Climate fact
Geoengineering
Geoengineering can be described as large-scale manipulation of the climate — the deliberate, large-scale intervention in the Earth's climate system in order to moderate global warming. It is an umbrella term for various techniques that explore ways to ease or counteract the effects of global warming. These techniques are usually divided into two categories: removal of greenhouse gases (carbon dioxide removal) and management of solar radiation.
What is geoengineering?
Innovation in this field is growing and has produced many proposals — which is partly why so many ideas remain largely untested in both theory and practice. One suggested solution is mirrors in space to reflect sunlight back. Other ideas include increasing cloud cover to limit solar radiation, or fertilising the ocean to boost the amount of plankton, which would in turn consume more carbon dioxide.
The risks
Geoengineering also carries negative consequences. Limiting solar radiation, for instance, would be a problem for solar power, slowing the transition to climate-smart energy sources. It also risks locking us into a long-term dependence on geoengineering. Many people are sceptical, because these are extremely complex, global questions about which knowledge is still relatively limited.
Further difficulties arise from controlling the climate, and above all the weather, since the technology is predicted to lead to uneven outcomes — some countries gaining a better climate while others get a worse one. This has been described as "climate colonialism": the needs of the northern hemisphere prioritised over the southern, with richer countries that can afford geoengineering ending up with a better climate than poorer ones.
Lessons from volcanoes
One source of inspiration for geoengineering has been the 1991 eruption of Mount Pinatubo in the Philippines, whose enormous eruption brought the global average temperature down by about half a degree. A similar event was the 1815 eruption of Mount Tambora in Indonesia — the so-called "year without a summer" — after which global temperatures fell sharply. The cooling from these eruptions comes from emissions of sulphate particles, whose increased presence reflects the sun's rays and lowers the global temperature. It is worth noting that weather modification is not the same as geoengineering: it is limited in time, to shorter periods, and in space, to a few square kilometres at a time.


● About this exercise:
Drop the pictures and extract exactly the lines from the one that contains "Localize each UI" through the end of the material.

━━ Records to process ━━

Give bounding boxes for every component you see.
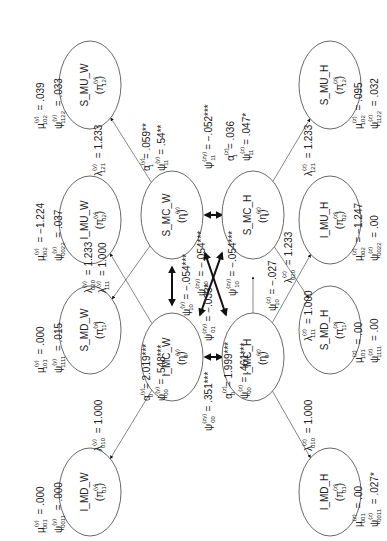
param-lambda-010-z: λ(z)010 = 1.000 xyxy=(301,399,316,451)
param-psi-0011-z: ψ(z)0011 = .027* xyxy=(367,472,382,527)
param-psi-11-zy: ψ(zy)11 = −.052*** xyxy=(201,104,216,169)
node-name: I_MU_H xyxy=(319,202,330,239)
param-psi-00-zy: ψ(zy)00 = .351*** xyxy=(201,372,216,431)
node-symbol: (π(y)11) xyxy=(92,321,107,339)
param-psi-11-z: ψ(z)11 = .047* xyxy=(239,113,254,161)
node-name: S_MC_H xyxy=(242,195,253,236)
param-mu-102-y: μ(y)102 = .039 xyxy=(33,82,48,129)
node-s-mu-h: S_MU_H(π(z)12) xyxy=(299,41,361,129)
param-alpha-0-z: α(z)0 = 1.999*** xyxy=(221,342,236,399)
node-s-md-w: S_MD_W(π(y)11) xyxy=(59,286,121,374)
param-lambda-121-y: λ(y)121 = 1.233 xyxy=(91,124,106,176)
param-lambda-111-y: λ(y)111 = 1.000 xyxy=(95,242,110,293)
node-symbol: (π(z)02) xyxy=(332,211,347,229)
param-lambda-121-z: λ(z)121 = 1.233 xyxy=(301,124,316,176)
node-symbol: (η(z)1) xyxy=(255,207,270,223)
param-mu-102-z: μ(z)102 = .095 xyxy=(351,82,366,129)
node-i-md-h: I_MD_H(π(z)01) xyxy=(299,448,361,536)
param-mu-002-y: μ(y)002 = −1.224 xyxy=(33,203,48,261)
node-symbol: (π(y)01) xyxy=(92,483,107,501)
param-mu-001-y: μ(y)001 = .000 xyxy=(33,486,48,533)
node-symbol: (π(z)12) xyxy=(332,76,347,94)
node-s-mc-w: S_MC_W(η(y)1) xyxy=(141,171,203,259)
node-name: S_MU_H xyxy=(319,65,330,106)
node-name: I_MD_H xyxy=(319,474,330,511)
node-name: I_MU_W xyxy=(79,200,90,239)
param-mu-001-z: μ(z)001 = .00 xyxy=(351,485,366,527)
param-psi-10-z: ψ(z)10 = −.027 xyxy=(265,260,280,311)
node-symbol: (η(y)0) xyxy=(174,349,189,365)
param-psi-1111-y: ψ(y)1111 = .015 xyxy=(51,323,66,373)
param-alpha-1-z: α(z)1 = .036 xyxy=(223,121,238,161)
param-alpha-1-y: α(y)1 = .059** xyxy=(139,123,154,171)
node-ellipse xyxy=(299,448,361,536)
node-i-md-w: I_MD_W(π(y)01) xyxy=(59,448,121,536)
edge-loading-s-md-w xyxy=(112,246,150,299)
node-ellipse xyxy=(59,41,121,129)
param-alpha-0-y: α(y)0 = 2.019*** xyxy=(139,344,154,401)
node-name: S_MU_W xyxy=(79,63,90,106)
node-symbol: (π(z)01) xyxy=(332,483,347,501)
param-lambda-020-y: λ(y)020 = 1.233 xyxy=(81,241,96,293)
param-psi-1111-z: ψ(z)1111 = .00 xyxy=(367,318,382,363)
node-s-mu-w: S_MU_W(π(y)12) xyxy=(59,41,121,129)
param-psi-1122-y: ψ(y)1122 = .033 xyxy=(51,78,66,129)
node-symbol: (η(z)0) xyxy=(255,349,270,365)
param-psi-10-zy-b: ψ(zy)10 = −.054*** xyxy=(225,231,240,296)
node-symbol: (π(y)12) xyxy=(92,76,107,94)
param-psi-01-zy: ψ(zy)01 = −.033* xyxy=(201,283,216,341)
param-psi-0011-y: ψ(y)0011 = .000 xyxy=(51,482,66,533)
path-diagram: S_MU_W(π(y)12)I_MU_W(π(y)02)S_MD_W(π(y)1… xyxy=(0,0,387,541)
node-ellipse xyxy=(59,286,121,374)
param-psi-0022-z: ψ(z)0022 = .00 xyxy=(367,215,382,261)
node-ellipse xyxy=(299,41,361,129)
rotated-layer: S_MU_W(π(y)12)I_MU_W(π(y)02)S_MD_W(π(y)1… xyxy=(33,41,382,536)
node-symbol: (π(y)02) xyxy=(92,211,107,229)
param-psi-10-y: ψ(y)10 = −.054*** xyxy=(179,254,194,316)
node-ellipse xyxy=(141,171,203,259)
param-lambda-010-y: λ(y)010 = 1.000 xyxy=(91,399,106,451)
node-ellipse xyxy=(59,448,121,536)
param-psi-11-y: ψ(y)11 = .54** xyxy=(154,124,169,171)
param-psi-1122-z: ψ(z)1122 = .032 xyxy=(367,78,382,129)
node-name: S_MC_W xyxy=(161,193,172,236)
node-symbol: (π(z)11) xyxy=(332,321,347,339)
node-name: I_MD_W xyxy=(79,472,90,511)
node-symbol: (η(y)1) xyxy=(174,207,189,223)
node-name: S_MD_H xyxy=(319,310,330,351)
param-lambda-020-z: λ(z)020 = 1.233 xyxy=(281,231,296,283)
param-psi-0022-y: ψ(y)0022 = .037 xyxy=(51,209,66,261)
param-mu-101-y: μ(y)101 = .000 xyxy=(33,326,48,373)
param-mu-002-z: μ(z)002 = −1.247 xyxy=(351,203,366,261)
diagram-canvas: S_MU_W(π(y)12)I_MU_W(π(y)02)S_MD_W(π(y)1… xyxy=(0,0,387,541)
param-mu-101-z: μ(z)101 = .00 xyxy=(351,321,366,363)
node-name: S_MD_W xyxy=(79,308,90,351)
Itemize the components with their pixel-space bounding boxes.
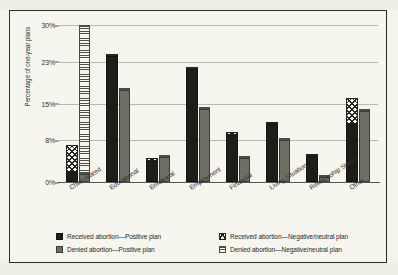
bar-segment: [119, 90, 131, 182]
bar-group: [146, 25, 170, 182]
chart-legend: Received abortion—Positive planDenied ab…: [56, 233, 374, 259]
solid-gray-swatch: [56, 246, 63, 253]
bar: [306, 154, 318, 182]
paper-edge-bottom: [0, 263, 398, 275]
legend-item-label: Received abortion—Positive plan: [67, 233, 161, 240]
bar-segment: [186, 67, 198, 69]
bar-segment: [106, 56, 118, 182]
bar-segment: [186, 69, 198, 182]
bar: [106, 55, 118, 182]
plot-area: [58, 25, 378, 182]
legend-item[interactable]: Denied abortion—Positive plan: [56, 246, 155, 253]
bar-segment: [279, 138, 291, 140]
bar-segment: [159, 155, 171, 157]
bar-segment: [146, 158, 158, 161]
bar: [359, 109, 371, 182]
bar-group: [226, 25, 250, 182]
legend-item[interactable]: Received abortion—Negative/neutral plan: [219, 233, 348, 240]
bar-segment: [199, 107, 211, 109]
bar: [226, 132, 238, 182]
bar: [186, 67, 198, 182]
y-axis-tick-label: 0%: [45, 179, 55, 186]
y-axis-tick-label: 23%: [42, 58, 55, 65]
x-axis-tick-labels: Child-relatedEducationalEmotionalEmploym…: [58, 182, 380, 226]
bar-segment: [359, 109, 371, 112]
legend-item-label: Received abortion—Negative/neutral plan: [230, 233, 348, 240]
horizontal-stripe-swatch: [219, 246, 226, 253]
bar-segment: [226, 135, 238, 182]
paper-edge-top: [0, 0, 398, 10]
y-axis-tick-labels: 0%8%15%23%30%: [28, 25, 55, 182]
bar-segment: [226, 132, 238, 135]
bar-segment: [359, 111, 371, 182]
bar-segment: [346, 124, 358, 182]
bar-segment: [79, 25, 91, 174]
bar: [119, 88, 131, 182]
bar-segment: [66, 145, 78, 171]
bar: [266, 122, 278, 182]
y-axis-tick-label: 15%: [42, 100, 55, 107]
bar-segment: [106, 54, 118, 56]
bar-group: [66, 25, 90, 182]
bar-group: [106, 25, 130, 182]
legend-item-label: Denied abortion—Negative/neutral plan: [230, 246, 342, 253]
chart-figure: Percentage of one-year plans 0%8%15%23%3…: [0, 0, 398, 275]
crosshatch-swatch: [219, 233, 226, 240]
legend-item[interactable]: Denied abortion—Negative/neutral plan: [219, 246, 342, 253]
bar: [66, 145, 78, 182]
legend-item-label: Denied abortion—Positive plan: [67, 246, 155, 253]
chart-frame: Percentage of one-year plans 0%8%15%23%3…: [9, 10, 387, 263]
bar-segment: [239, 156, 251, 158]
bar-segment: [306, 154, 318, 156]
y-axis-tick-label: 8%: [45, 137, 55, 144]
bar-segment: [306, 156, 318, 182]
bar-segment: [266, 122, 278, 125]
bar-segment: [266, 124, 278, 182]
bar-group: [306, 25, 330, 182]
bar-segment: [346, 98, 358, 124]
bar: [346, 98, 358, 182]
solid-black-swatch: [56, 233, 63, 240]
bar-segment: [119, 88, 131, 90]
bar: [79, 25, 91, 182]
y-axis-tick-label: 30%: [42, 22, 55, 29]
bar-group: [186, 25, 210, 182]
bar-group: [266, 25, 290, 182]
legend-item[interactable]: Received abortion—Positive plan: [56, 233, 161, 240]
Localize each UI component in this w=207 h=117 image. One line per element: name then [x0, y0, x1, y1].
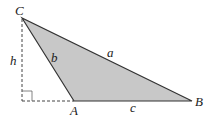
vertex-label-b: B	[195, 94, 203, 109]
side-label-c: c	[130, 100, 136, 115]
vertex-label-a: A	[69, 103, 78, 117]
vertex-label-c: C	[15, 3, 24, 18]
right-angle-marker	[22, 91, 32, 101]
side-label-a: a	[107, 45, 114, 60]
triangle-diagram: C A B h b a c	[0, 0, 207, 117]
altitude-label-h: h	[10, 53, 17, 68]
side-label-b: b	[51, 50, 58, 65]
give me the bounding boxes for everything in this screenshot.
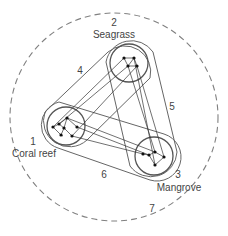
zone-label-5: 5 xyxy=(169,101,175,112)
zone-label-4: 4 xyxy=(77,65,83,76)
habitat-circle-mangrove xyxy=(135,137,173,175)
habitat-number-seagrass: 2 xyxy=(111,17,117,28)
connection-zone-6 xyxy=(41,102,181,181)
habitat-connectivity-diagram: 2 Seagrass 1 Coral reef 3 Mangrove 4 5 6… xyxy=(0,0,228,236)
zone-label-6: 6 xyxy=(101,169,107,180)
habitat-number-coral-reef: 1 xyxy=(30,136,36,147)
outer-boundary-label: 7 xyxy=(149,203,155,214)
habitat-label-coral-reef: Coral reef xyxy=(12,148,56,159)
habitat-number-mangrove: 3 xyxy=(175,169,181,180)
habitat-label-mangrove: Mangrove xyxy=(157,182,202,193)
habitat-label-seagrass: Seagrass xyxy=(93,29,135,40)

━━━

● Expected answer:
Localize each UI component in this w=207 h=117 image. One line per element: name then [x0, y0, x1, y1].
vertex-label-b: B	[195, 94, 203, 109]
side-label-c: c	[130, 100, 136, 115]
vertex-label-a: A	[69, 103, 78, 117]
vertex-label-c: C	[15, 3, 24, 18]
right-angle-marker	[22, 91, 32, 101]
side-label-a: a	[107, 45, 114, 60]
triangle-diagram: C A B h b a c	[0, 0, 207, 117]
altitude-label-h: h	[10, 53, 17, 68]
side-label-b: b	[51, 50, 58, 65]
give me the bounding boxes for everything in this screenshot.
zone-label-5: 5 xyxy=(169,101,175,112)
zone-label-4: 4 xyxy=(77,65,83,76)
habitat-circle-mangrove xyxy=(135,137,173,175)
habitat-number-seagrass: 2 xyxy=(111,17,117,28)
connection-zone-6 xyxy=(41,102,181,181)
habitat-connectivity-diagram: 2 Seagrass 1 Coral reef 3 Mangrove 4 5 6… xyxy=(0,0,228,236)
zone-label-6: 6 xyxy=(101,169,107,180)
habitat-number-coral-reef: 1 xyxy=(30,136,36,147)
outer-boundary-label: 7 xyxy=(149,203,155,214)
habitat-label-coral-reef: Coral reef xyxy=(12,148,56,159)
habitat-number-mangrove: 3 xyxy=(175,169,181,180)
habitat-label-mangrove: Mangrove xyxy=(157,182,202,193)
habitat-label-seagrass: Seagrass xyxy=(93,29,135,40)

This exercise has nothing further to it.